The Cost in Cold Numbers – UNCTAD modeled three economic scenarios across the closure period. Even in the most conservative case, global losses reached $590 billion. In the prolonged scenario — had the strait remained closed through Q3 — the cumulative damage climbed to $3.5 trillion, or 3.15% of world GDP. The Atlantic Council described the disruption as benefitting precisely two players: Beijing and Moscow, both of which moved aggressively to snap up discounted Iranian and alternative energy supplies as Western markets reeled.
Asia bore the deepest structural exposure. In 2024, 84% of the strait’s crude was destined for Asian markets, with China receiving a full third of its oil through Hormuz. Taiwan, heavily dependent on LNG for electricity generation, was rated the single most vulnerable economy. South Korea and Japan were not far behind.

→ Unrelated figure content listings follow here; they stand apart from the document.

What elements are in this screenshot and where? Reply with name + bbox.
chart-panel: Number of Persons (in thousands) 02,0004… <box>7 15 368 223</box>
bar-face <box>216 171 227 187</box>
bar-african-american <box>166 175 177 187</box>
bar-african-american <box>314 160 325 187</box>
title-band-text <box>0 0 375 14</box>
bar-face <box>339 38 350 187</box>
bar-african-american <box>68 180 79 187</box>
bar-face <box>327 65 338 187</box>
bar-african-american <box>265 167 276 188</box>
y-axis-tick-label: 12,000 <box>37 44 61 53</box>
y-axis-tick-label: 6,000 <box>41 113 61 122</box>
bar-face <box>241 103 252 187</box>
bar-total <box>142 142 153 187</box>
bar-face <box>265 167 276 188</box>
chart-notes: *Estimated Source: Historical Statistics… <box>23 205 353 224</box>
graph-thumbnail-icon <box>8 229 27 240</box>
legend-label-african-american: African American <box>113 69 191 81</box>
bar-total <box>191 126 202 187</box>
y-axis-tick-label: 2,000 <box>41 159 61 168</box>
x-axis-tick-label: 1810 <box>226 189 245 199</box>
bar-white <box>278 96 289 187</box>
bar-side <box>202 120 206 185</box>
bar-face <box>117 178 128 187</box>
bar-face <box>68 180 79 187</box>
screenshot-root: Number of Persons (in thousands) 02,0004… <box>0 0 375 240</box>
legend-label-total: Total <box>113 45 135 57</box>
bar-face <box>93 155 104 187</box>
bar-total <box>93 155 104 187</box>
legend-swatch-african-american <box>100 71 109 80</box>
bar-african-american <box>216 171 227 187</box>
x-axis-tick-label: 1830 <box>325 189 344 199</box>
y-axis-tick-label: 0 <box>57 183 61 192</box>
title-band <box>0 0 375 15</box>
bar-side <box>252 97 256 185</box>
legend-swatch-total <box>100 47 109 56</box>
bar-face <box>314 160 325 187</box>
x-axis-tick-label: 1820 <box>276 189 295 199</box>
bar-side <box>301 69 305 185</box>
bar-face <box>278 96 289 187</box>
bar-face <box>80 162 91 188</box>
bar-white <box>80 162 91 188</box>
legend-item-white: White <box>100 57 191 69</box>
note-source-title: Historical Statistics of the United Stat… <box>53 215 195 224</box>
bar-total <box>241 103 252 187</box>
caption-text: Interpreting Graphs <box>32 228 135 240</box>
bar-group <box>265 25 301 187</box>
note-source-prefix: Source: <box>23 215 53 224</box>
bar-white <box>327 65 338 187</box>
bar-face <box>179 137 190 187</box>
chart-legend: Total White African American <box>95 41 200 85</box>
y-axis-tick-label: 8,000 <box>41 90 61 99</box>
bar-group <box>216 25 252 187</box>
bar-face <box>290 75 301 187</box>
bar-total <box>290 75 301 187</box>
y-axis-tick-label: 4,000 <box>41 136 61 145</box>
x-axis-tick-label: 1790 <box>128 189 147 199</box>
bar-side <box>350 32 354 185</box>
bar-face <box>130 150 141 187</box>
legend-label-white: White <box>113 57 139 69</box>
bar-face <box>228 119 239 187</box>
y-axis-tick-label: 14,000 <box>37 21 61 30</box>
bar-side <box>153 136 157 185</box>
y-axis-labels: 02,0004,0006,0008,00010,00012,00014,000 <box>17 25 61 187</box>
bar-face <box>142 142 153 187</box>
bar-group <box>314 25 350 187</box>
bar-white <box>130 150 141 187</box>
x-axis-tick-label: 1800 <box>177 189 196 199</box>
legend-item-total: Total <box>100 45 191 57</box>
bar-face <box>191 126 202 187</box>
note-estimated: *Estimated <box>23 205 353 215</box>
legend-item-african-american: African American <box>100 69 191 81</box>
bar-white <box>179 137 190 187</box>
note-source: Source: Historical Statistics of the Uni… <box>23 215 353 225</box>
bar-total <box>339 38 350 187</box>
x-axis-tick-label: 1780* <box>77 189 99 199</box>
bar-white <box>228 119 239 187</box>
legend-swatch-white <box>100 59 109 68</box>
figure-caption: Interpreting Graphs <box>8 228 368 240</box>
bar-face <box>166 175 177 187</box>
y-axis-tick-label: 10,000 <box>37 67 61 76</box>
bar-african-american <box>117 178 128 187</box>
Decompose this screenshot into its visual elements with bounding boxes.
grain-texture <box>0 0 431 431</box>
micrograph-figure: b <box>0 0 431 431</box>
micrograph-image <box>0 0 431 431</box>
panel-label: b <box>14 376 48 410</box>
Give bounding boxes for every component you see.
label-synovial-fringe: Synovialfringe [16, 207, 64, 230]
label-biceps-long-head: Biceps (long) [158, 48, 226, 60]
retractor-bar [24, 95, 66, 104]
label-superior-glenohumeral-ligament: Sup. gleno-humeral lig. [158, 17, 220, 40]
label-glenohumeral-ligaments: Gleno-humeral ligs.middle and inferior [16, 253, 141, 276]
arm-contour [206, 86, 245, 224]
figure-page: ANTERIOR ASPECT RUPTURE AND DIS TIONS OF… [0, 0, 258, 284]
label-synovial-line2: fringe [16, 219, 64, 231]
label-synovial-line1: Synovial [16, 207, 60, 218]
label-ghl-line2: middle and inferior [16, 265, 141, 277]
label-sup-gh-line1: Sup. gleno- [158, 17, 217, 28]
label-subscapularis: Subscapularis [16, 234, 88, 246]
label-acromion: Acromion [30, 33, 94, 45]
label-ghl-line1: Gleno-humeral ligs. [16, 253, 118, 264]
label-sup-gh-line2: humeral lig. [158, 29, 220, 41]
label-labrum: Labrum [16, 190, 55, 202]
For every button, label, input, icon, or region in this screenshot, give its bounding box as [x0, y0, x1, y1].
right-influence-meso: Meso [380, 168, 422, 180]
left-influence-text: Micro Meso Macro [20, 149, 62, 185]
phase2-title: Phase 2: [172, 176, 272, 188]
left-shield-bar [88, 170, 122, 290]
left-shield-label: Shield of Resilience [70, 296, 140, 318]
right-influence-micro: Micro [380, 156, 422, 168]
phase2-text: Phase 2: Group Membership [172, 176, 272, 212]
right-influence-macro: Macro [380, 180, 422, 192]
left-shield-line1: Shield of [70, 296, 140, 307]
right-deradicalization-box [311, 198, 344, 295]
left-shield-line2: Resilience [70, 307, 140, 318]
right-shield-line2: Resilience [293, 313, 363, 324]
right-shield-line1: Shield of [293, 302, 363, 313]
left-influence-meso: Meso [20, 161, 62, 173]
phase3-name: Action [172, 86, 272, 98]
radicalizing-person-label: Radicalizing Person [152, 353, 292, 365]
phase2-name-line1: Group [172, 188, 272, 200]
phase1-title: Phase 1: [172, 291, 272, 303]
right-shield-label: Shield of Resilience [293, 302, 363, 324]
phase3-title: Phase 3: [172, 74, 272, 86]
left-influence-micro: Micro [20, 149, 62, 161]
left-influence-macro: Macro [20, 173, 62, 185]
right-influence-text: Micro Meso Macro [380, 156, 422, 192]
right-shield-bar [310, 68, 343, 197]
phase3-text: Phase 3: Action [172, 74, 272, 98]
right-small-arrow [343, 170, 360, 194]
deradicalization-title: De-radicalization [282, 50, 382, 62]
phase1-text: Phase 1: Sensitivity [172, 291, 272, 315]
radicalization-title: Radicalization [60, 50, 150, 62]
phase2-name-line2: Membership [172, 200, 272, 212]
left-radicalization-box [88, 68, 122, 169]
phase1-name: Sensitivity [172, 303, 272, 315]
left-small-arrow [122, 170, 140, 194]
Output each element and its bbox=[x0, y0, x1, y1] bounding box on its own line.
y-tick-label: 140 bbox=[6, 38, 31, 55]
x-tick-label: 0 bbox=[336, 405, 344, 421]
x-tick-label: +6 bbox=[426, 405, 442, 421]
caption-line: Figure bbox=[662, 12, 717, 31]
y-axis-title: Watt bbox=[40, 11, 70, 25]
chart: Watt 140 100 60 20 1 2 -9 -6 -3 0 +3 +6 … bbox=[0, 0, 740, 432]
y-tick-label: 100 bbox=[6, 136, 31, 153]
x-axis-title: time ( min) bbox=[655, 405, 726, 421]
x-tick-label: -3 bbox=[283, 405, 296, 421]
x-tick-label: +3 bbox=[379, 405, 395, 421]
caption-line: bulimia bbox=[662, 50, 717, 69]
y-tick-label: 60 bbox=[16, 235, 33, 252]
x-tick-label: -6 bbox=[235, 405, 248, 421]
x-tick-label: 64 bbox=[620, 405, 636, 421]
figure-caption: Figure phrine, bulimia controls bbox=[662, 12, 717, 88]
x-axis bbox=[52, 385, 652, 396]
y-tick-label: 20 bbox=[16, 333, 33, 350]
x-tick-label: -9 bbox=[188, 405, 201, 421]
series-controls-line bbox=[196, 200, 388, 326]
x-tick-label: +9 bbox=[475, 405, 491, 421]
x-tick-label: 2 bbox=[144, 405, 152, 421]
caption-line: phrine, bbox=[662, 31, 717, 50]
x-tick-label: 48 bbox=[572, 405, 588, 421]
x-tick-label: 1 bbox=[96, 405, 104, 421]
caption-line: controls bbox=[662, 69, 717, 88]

After the Ceasefire: Relief With Asterisks

When Trump announced the ceasefire on April 7, markets snapped back with historic force — WTI crude fell 16.4% in a single session, its largest drop since 2020. Global equities surged. The Dow posted its best day in a year.
But the relief was incomplete. Brent spot prices, even after the 16% crash, still sat at $124 per barrel — nearly 70% above pre-war levels. More than 400 tankers remained anchored outside the strait the morning after the ceasefire, with shipping companies waiting for operational guarantees before risking passage. CNBC reported that the “dated Brent” spot market — the real-world price for physical oil cargoes — remained stubbornly elevated, signaling that traders weren’t yet convinced the crisis was over.
Iran still holds the ultimate card. The strait runs through its territorial waters. A 21-mile strip of water between two coastlines is, in the end, all that separates the global economy from the next shock — and this crisis proved, more conclusively than any academic model ever could, just how fragile the architecture of global energy security truly is.